Friday night lights
Football field floodlights on Friday nights are a given all over the nation.
But there’s something extra special about it in the Midwest. It’s an unspoken truth about schools and communities in rural America: even if the crops need to be harvested, the local high school still needs a football team.
And so when a farm kid decides to take one night a week to play football, you know it’s a decision that came after copious thought, and maybe even after serious discussions with Mom and Dad about who will help with the harvest after school during football practice, and on Friday nights when he will not be there at all – and when Mom and Dad should be at the game.
Friday night lights for a typical farm kid can come in other forms than floodlights on a football field. In our case, we had two strong, strapping farm boys who spent their springs in a tractor preparing ground for planting, and their summers loading and unloading hay racks.
They spent their winters shearing and birthing sheep, and fighting for state wrestling berths on mats throughout Northwest Iowa. (Our boys reluctantly confessed once that, even though they fought their way to the medals podium at the state wrestling tournament during their senior year, actively shearing sheep was harder work.)

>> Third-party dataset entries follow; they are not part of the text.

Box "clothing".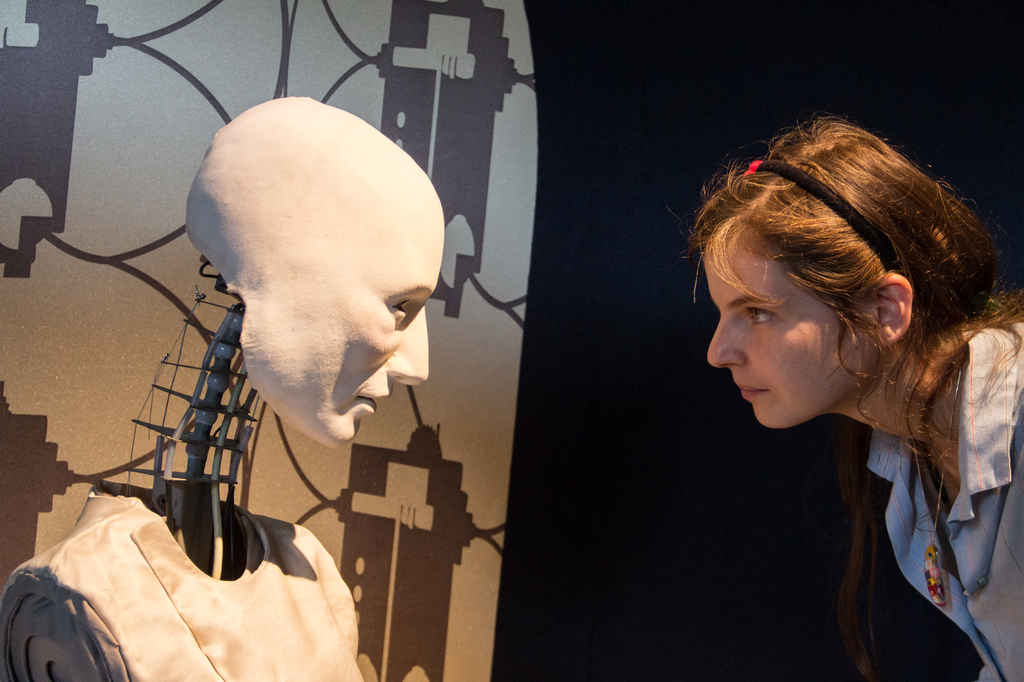
x1=870, y1=324, x2=1020, y2=679.
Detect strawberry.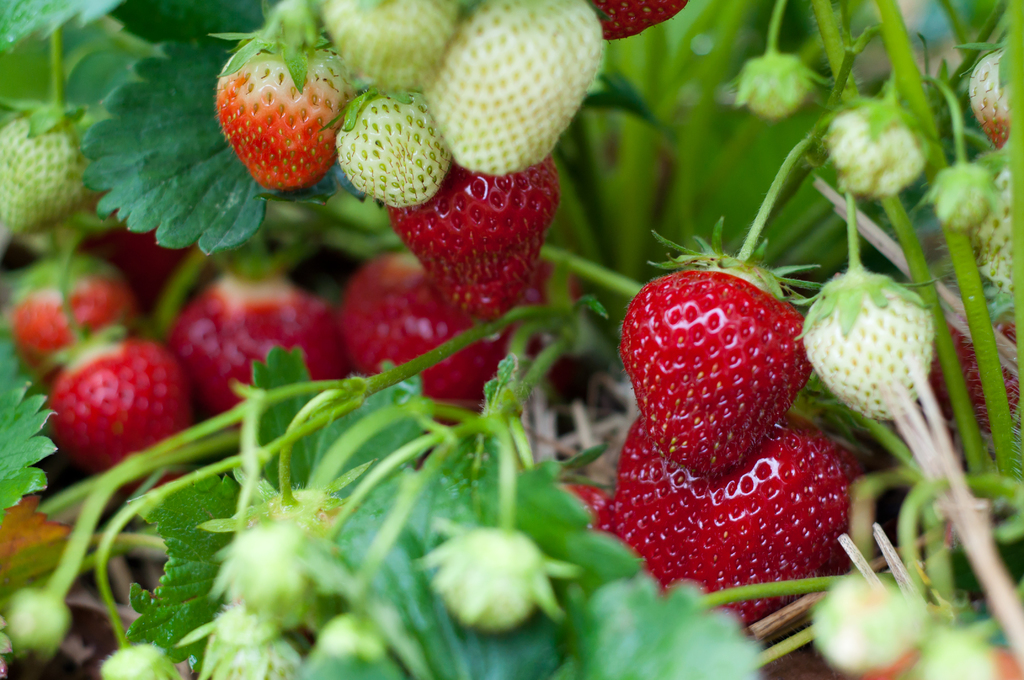
Detected at bbox=(794, 268, 925, 420).
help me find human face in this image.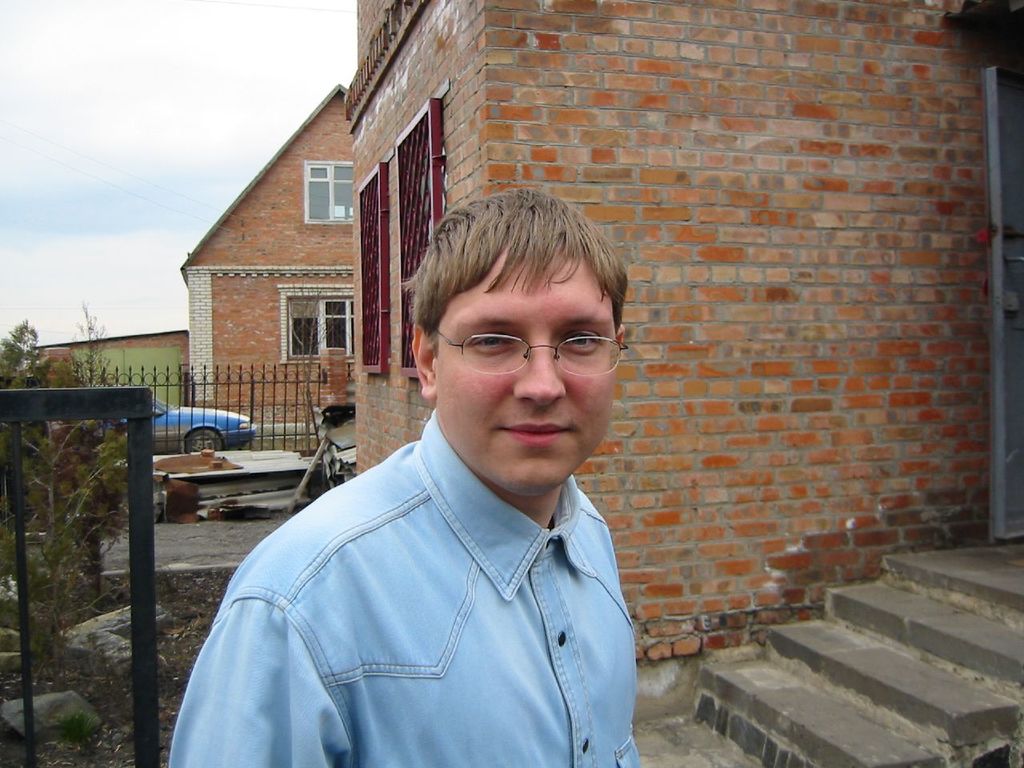
Found it: (left=431, top=243, right=615, bottom=490).
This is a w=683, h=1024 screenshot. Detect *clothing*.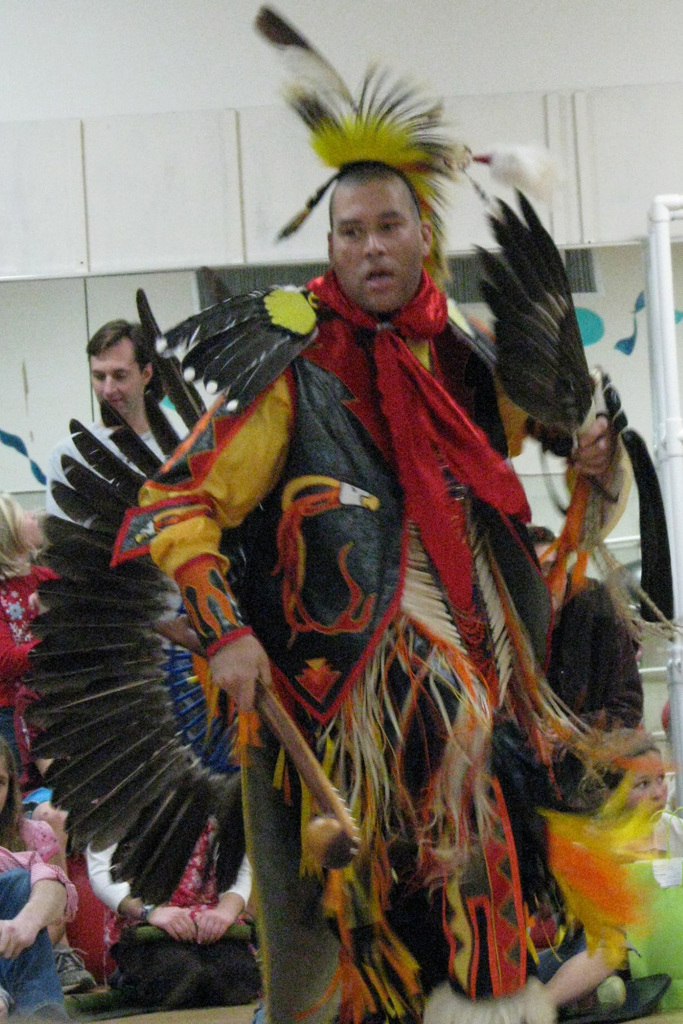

But fall evenings would find them in tractors, trucks and combines, being part of something that was larger than themselves.
It was a blow for our school’s football coaches, who had repeatedly asked them to play football while telling them they had their whole lives to work. And while that is true, it’s also true that you can’t take the country out of the country boy.
For example, our wrestling coaches would encourage all members of the team to come in and lift weights at school during the summer. Our boys tended to keep a full schedule of work all year around, all throughout high school. Their work day began very early in the morning all summer long, so going to the weight room wasn’t high on their list.
One day they invited their coaches out to help on the hay rack when they baled.
Following that afternoon the coaches told them there was no need for them to come to the weight room, because even they (coaches) couldn’t last stacking hay until the rack was full.
And these guys loaded and unloaded rack after rack all summer long.
For our guys, Friday night lights meant the lights of harvest time machinery, and doing what they loved doing-being part of what was their version of something special. Some high school kids can’t wait for football season, and that’s admirable. It’s discipline and hard work that brings them to Saturday morning with bruises and cuts, but still a feeling of great satisfaction in the work they are doing for their team and their school.
A couple of years ago I attended a football game in a nearby small rural town where the elevator’s grain bins are right behind the football field. It was scenic, and the drying fans were purring behind us all throughout the game. For me it was an awakening to realize that if this small, rural school was ever to have a football team, farm kids throughout the school’s history had to make up the team.
For them and their parents, the corn field was just going to have to wait until tomorrow.
But even today, some farm kids choose to walk in fields of gold on Friday nights, under the lights of combines, trucks and tractors … knowing that this is where they belong.
As they say, most farm kids clock in to the job at age five, and never really clock out.
They love the Friday night lights, too-and they have a clock running on their window of opportunity and their own tailgates, too.
They just have a little less fanfare.